In this season of entertainments that cater to our appetite for cozy tradition (I’m talking about you, Nutcracker, Messiah and Christmas Carol), two shows next weekend hit the nostalgia nerve from a different angle, adding a holiday-themed sequel to a classic love story.

It is a truth universally acknowledged that Jane Austen, 200 years dead, has become a major star in our own era. Not only are all her books still in print, with worldwide readership in the millions, but the hunger for all things Jane keeps producing big- and small-screen adaptations and spinoffs, from straight-up versions to quirky retakes like Pride and Prejudice and Zombies to fan-fiction that continues the plot after the last chapter ends.

An example of the latter is Miss Bennet: Christmas at Pemberley, by Lauren Gunderson and Margot Melcon, which invents an afterlife for the folks in Pride and Prejudice. Staged readings, sumptuously costumed, are performed this weekend by both Silverthorne Theater Company in the Valley and Shakespeare & Company in the Berkshires in a reprise of their 2017 production.

The play takes place two years after the wedding of the novel’s spirted protagonist, Elizabeth, to the enigmatic Mr. Darcy, when the couple throw a party at Pemberley, the Darcy estate, for many of the novel’s characters. One of these is Mary, the nerdiest of the five Bennet sisters – “a very dull gal,” as she’s described in Daniel Elihu Kramer’s cyber-spin Pride@Prejudice – whom Austen clearly marked for lifelong spinsterhood.

But wait! Into this gathering comes an invented character, Arthur de Bourgh, young nephew of the book’s haughty Lady Catherine and recent inheritor of her rich estate. As “a single man in possession of a good fortune” he “must be in want of a wife,” and since he, like Mary, is hapless and wonky, need I say more?

In their authors’ notes, Gunderson and Melcon “encourage diverse casting – Jane Austen belongs to everyone.” Responding to this cue, both casts feature a diversity of performers, both familiar faces and newcomers to the respective companies.

Silverthorne’s version, with a single performance on Saturday, takes place at the appropriately historic Deerfield Inn – “the perfect setting,” says director Lucinda Kidder, “as the young actors capture the wry humor of Austen’s favorite dysfunctional family.”

Dec. 17 at 3pm, 81 Old Main Street, Deerfield. Tickets & info here

Dec. 16-18 at Shakespeare & Company, Lenox. Tickets & info here.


Exercise details
Reproduce the listing below word for word and exclude any picture.
──────────
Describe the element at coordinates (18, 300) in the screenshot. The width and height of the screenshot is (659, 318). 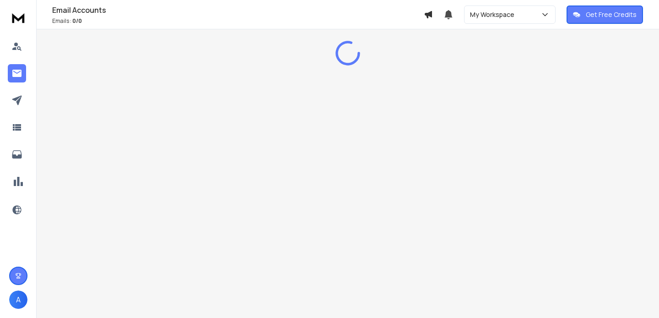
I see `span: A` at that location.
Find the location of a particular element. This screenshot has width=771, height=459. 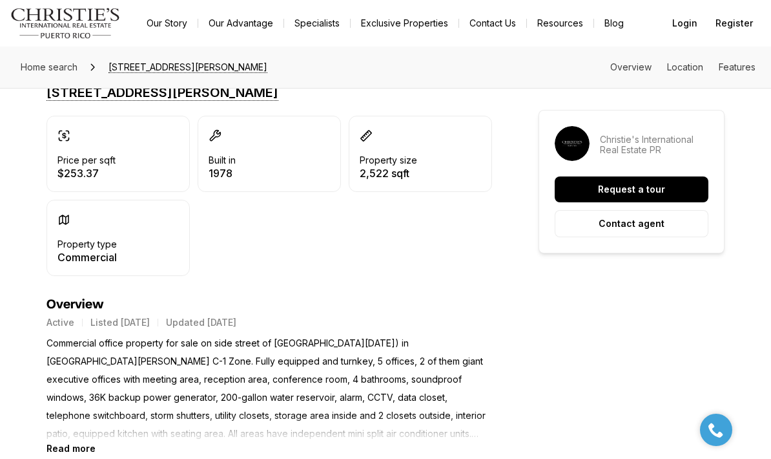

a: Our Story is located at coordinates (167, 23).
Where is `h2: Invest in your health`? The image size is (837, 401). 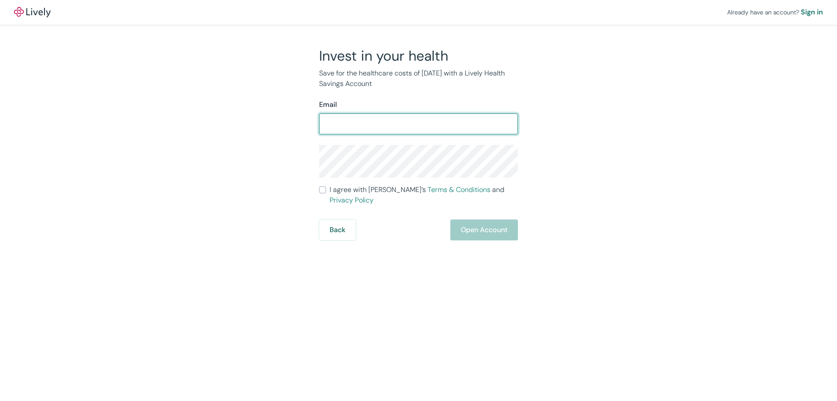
──────────
Reply
Describe the element at coordinates (18, 300) in the screenshot. The width and height of the screenshot is (659, 318). 
I see `span: A` at that location.
Find the location of a particular element. This screenshot has width=771, height=459. 

a: Our Story is located at coordinates (167, 23).
Where is `h2: Invest in your health`? The image size is (837, 401). 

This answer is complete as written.